Editor’s Note
This article reviews Netflix’s new documentary “The Antwerp Diamonds: An Almost Perfect Heist,” which details a 2003 diamond robbery. While the subject is cinematic, the film reportedly lacks the impact of the platform’s prior true-crime hits.

This Friday, August 8th, Netflix released the documentary The Antwerp Diamonds: An Almost Perfect Heist. Produced by the same team behind some of the platform’s major successes like The Tinder Swindler and Don’t F**k With Cats, the film revisits a heist worthy of a movie but struggles to have the same effect as its predecessors.
This time, it’s not about cocaine trafficking, but rather diamond trafficking. In February 2003, Antwerp was the nerve center of the global diamond trade. The official Diamond Center, where most merchants had their offices, was robbed. The immense vault housing all the safes of the diamond dealers in the center was opened and stripped of all its goods. According to police, the value of the stolen goods was around $100 million. Through testimonies from the Belgian police who led the investigation and from Leonardo Notarbartolo, the mastermind convicted of orchestrating this impressive heist, the film traces how one of the most surveilled places in Belgium could suffer a robbery of such magnitude without anyone noticing.
The criminal operation is impressive and extraordinary. And while Leonardo Notarbartolo is undoubtedly an interesting character to discover, the film sorely lacks an extra soul. To convince us, it would have needed very strong human stakes, as was the case for The Tinder Swindler and Don’t F**k With Cats, which we loved watching. The criminal protagonist of the case testifies himself. All the ingredients to please us were there, and despite this, the recipe doesn’t work this time.
Yet, the producers tried to structure this documentary in the style of Ocean’s Eleven and offer twists reminiscent of Fight Club, a dose of suspense as in The Tinder Swindler, or a much more outlandish dose of irony as in Is There a Dealer on the Plane?. The documentary, while still interesting for those unfamiliar with the case and wishing to discover it, positions itself in a rather bland middle ground that will not make history, neither on the platform nor in our memories.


EXERCISE PROMPT
Throughout the material below, count each line in which the word "this" appears, then reply with the count only.

EXTRACTED INFORMATION

* * *

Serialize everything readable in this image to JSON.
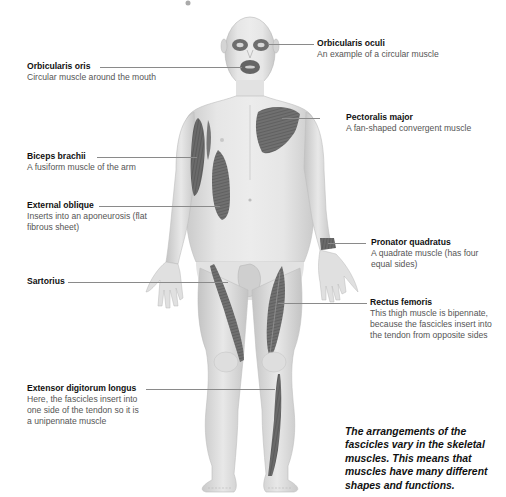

* * *

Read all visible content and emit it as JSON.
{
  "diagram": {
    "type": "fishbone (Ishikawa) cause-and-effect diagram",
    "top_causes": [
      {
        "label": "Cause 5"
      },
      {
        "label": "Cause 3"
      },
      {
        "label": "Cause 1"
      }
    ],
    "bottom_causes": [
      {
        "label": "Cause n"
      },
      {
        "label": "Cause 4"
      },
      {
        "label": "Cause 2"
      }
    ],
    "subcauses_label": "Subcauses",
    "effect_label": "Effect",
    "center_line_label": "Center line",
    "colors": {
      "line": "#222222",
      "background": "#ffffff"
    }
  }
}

* * *

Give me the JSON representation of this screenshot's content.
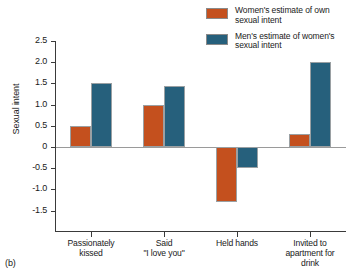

* * *

EXERCISE RESULT
2